Marianne Nicolson works in a variety of media to express Kwakwaka’wakw concepts in both traditional manners (which remain within traditional contexts) and in contemporary manners (which are meant for exhibition under contemporary conditions). For her exhibition at Artspeak, she is taking the gallery’s context as a starting point to consider the objectification and commercialization of Pacific Northwest Coast Aboriginal objects and cultures. Her site-specific installation, Bakwina`tsi: the Container for Souls, utilizes Artspeak’s storefront Gastown location. Gastown is home to several leading commercial vendors of Pacific Northwest Coast Aboriginal Art, as well as vendors that are selling cultural kitsch. Together these businesses drive a significant percentage of traditional Northwest Coast art production.

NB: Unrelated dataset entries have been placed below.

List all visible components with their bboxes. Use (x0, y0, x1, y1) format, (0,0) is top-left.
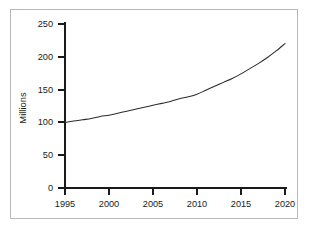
x-axis-tick-labels: 1995 2000 2005 2010 2015 2020 (55, 199, 295, 209)
x-axis-ticks (65, 188, 285, 195)
y-axis-ticks (58, 24, 65, 188)
y-tick-label-100: 100 (38, 117, 53, 127)
x-tick-label-2005: 2005 (143, 199, 163, 209)
line-chart: 0 50 100 150 200 250 Millions 1995 (0, 0, 311, 229)
data-series-line (65, 44, 285, 123)
y-tick-label-0: 0 (48, 183, 53, 193)
x-tick-label-2020: 2020 (275, 199, 295, 209)
x-tick-label-2015: 2015 (231, 199, 251, 209)
x-tick-label-1995: 1995 (55, 199, 75, 209)
x-axis: 1995 2000 2005 2010 2015 2020 (55, 188, 295, 209)
y-axis-title: Millions (17, 92, 28, 124)
y-tick-label-150: 150 (38, 85, 53, 95)
figure-canvas: 0 50 100 150 200 250 Millions 1995 (0, 0, 311, 229)
x-tick-label-2010: 2010 (187, 199, 207, 209)
y-tick-label-250: 250 (38, 19, 53, 29)
y-tick-label-50: 50 (43, 150, 53, 160)
y-axis: 0 50 100 150 200 250 Millions (17, 19, 65, 193)
y-axis-tick-labels: 0 50 100 150 200 250 (38, 19, 53, 193)
y-tick-label-200: 200 (38, 52, 53, 62)
x-tick-label-2000: 2000 (99, 199, 119, 209)
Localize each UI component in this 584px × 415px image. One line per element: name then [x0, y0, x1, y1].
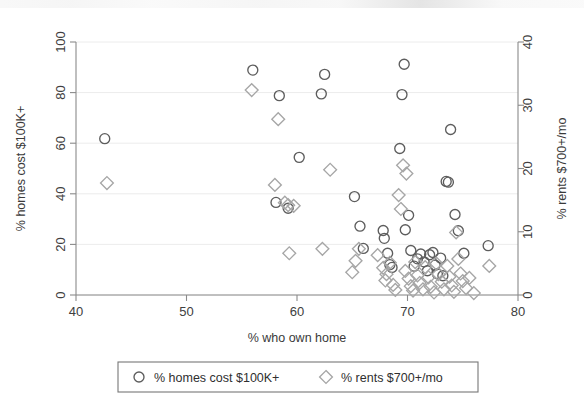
data-point-homes-cost [294, 152, 304, 162]
y-axis-left-tick-label: 80 [53, 85, 68, 99]
data-point-homes-cost [248, 65, 258, 75]
y-axis-left-tick-label: 0 [53, 291, 68, 298]
data-point-homes-cost [397, 90, 407, 100]
data-point-homes-cost [450, 210, 460, 220]
x-axis-tick-label: 40 [69, 304, 83, 319]
data-point-rents [467, 287, 480, 300]
chart-canvas: 020406080100% homes cost $100K+010203040… [0, 0, 584, 415]
data-point-rents [379, 274, 392, 287]
y-axis-right-tick-label: 40 [520, 35, 535, 49]
data-point-homes-cost [349, 192, 359, 202]
data-point-homes-cost [406, 245, 416, 255]
data-point-homes-cost [400, 225, 410, 235]
data-point-homes-cost [355, 221, 365, 231]
data-point-homes-cost [395, 144, 405, 154]
data-point-homes-cost [446, 125, 456, 135]
x-axis-tick-label: 80 [511, 304, 525, 319]
data-point-rents [454, 267, 467, 280]
data-point-rents [245, 84, 258, 97]
x-axis-tick-label: 60 [290, 304, 304, 319]
data-point-rents [283, 247, 296, 260]
data-point-homes-cost [358, 243, 368, 253]
data-point-rents [448, 285, 461, 298]
data-point-homes-cost [100, 134, 110, 144]
data-point-homes-cost [483, 241, 493, 251]
y-axis-right-tick-label: 10 [520, 225, 535, 239]
data-point-rents [101, 177, 114, 190]
data-point-rents [346, 266, 359, 279]
data-point-homes-cost [399, 59, 409, 69]
data-point-rents [394, 203, 407, 216]
data-point-rents [371, 249, 384, 262]
data-point-rents [349, 254, 362, 267]
y-axis-left-tick-label: 40 [53, 187, 68, 201]
y-axis-left-title: % homes cost $100K+ [14, 106, 28, 231]
y-axis-left-tick-label: 20 [53, 237, 68, 251]
data-point-rents [450, 226, 463, 239]
y-axis-left-tick-label: 60 [53, 136, 68, 150]
y-axis-right-title: % rents $700+/mo [555, 118, 569, 220]
y-axis-left-tick-label: 100 [53, 31, 68, 53]
data-point-rents [269, 179, 282, 192]
data-point-homes-cost [316, 89, 326, 99]
data-point-rents [324, 163, 337, 176]
x-axis-title: % who own home [248, 331, 347, 345]
x-axis-tick-label: 70 [400, 304, 414, 319]
legend-label-homes-cost: % homes cost $100K+ [154, 371, 279, 385]
data-point-rents [392, 189, 405, 202]
y-axis-right-tick-label: 0 [520, 291, 535, 298]
x-axis-tick-label: 50 [179, 304, 193, 319]
data-point-rents [272, 113, 285, 126]
data-point-homes-cost [459, 248, 469, 258]
legend-label-rents: % rents $700+/mo [341, 371, 443, 385]
scatter-chart-figure: 020406080100% homes cost $100K+010203040… [0, 0, 584, 415]
y-axis-right-tick-label: 30 [520, 98, 535, 112]
y-axis-right-tick-label: 20 [520, 161, 535, 175]
data-point-rents [483, 260, 496, 273]
data-point-homes-cost [320, 69, 330, 79]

Nicolson’s Artspeak installation centres around an altered bentwood chest constructed from cedar and etched glass. While bentwood chests are traditionally meant to hold articles of value, Nicholson’s decorated chest will contain and spill light, so that shadows are cast onto the gallery walls. These projected shadows index the rich and ephemeral concepts from which this object is conceived. The viewer, upon entering the gallery, will physically interrupt the throw of light to add another layer of shadows. Referencing the traditional tale of how Raven stole the sun from a chief (who kept it in a box) to release it for the entire world’s benefit, Nicolson’s Bakwina`tsi: the Container for Souls proposes a distinction between the object and it’s contents. Nicolson’s chest is both a play on a consumable object and a receptacle and/or projector of cultural dialogue.

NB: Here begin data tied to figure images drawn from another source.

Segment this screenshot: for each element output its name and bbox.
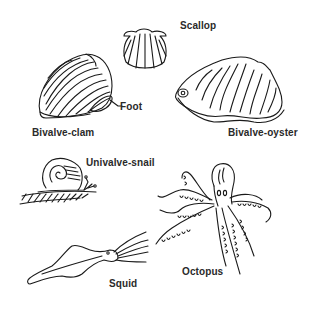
scallop-illustration xyxy=(124,29,166,68)
squid-illustration xyxy=(28,232,148,284)
illustrations xyxy=(0,0,311,309)
label-univalve-snail: Univalve-snail xyxy=(86,157,155,168)
clam-illustration xyxy=(39,54,122,118)
label-bivalve-oyster: Bivalve-oyster xyxy=(228,127,298,138)
label-bivalve-clam: Bivalve-clam xyxy=(32,127,94,138)
snail-illustration xyxy=(20,158,96,204)
label-foot: Foot xyxy=(120,101,142,112)
octopus-illustration xyxy=(156,164,271,274)
mollusk-diagram: Scallop Foot Bivalve-clam Bivalve-oyster… xyxy=(0,0,311,309)
label-squid: Squid xyxy=(109,278,137,289)
label-scallop: Scallop xyxy=(180,20,216,31)
label-octopus: Octopus xyxy=(182,266,223,277)
oyster-illustration xyxy=(175,57,284,122)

Postscript 18: Daina Warren on Bakwina`tsi: the Container for Souls (PDF)

Publications

  • Scene of Translations

    Translations front
    Translations spine
    Translations back

    Title: Scene of Translations
    Category: Exhibition Catalogue
    Artist: Ian Skedd, Marianne Nicolson
    Writers: Lindsay Brown, Wayde Compton
    Design: Julian Gosper
    Publisher: Artspeak
    Year published: 2006
    Pages: 32pp
    Cover: Paper
    Binding: Perfect Bound
    Process: Offset
    Features: 10 b&w images
    Dimensions: 25 x 17 x 0.5 cm
    Weight: 164 g
    ISBN: 0-921394-54-3
    Price: $5 CDN

    In Scene of Translations, Lindsay Brown, Wayde Compton, Marianne Nicolson, and Ian Skedd interpret visual, textual, aural, and cultural languages to provide a platform on which multiple translations can occur. The texts by Brown and Compton bring together disparate threads of the problems and potentialities of hybridity and translation. Through etymological investigation, transferals of history, and the metaphors of commuter crows and passenger pigeons, Scene of Translations offers an entry point into translatory perambulations. Nicolson and Skedd present architecture and sculpture as translational, resituating the audience not only within the gallery, but in relationship to other viewers. Both artists present new pathways in their consideration of form’s social aspects, indicating that the gallery, like the publication, is a space where transformation and reconsideration are possible.